House - 16th/17th century, Ballycogly, Co. Wexford

Co. Wexford |

House

House – 16th/17th century, Ballycogly, Co. Wexford

At Ballycogly in County Wexford, a tower house and an attached two-storey dwelling were recorded on a seventeenth-century map, offering a rare glimpse of how such structures were arranged in the landscape before most of the evidence disappeared.

What survives today is harder to read: farm sheds now cling to the north and east of the tower house, but there is no firm indication that these outbuildings are of any great age, despite an earlier suggestion to the contrary.

The source for the original arrangement is the Down Survey, a remarkable cartographic project carried out between 1656 and 1658 under the direction of William Petty.

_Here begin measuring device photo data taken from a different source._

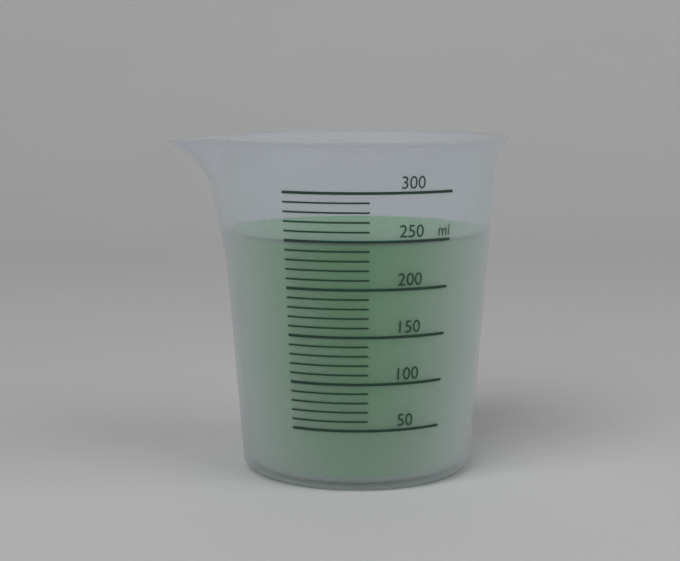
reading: 250 ml
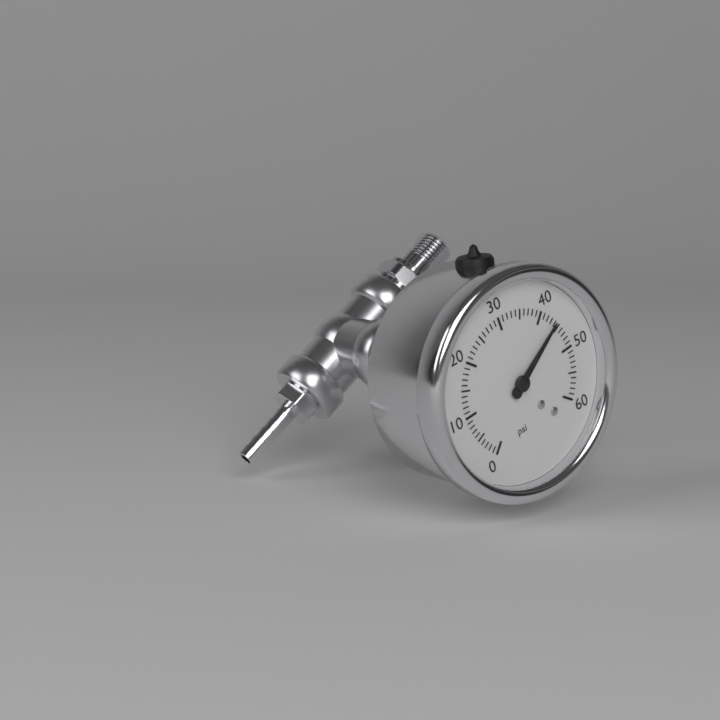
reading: 44 psi
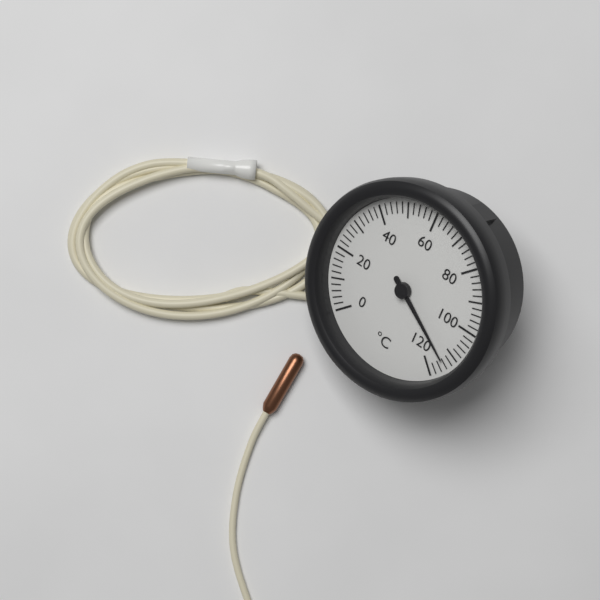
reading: 114 °C
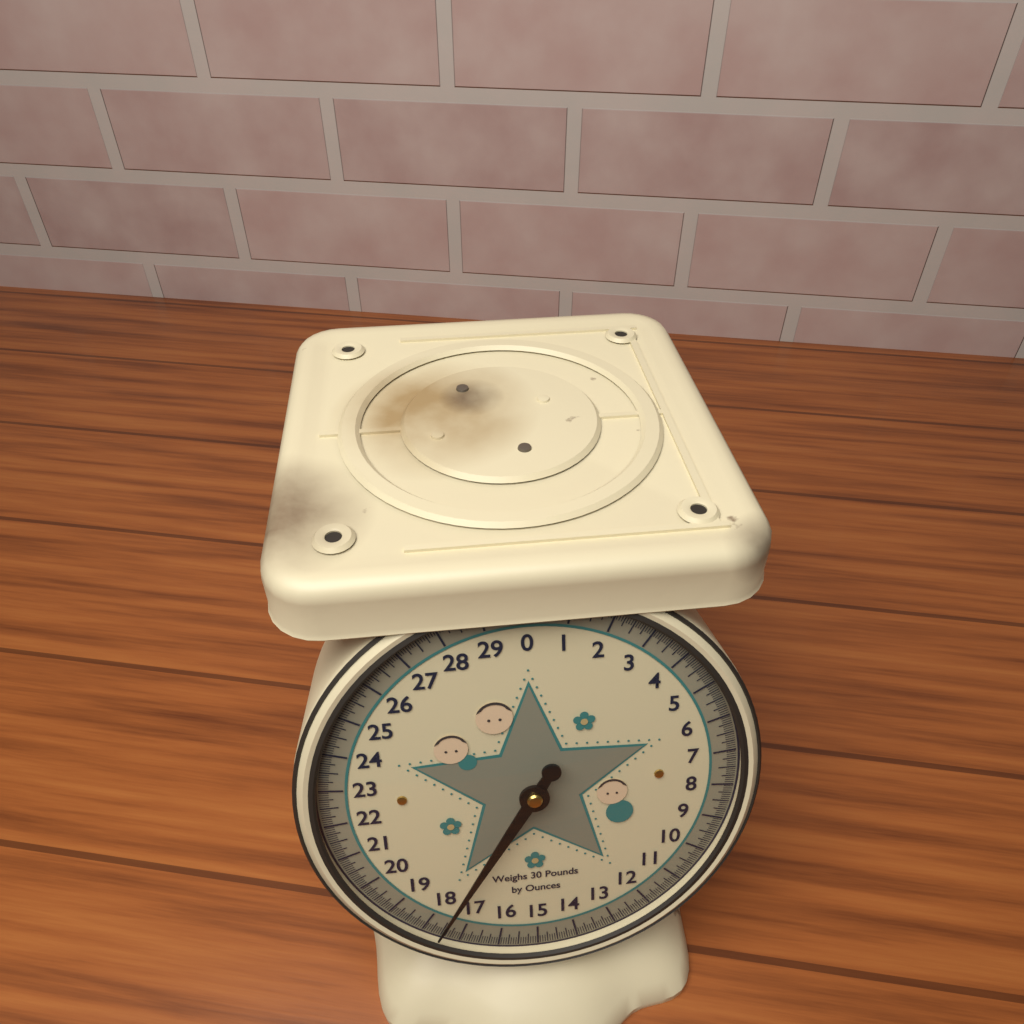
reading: 17.6250 lb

Commissioned in the aftermath of the Cromwellian conquest of Ireland, the Down Survey was intended to map forfeited lands in enough detail to allow their redistribution to soldiers and creditors. The parish map of Mayglass, within the barony of Forth, shows Ballycogly castle as a tower with a two-storey house attached, a pairing that was reasonably common in later medieval and early modern Ireland, where a defensive tower might be supplemented by more comfortable domestic accommodation alongside it. A local historian named Hore, writing in 1925, interpreted the farm sheds now attached to the tower as remnants of that early attached house, but the physical evidence does not support that reading with any confidence.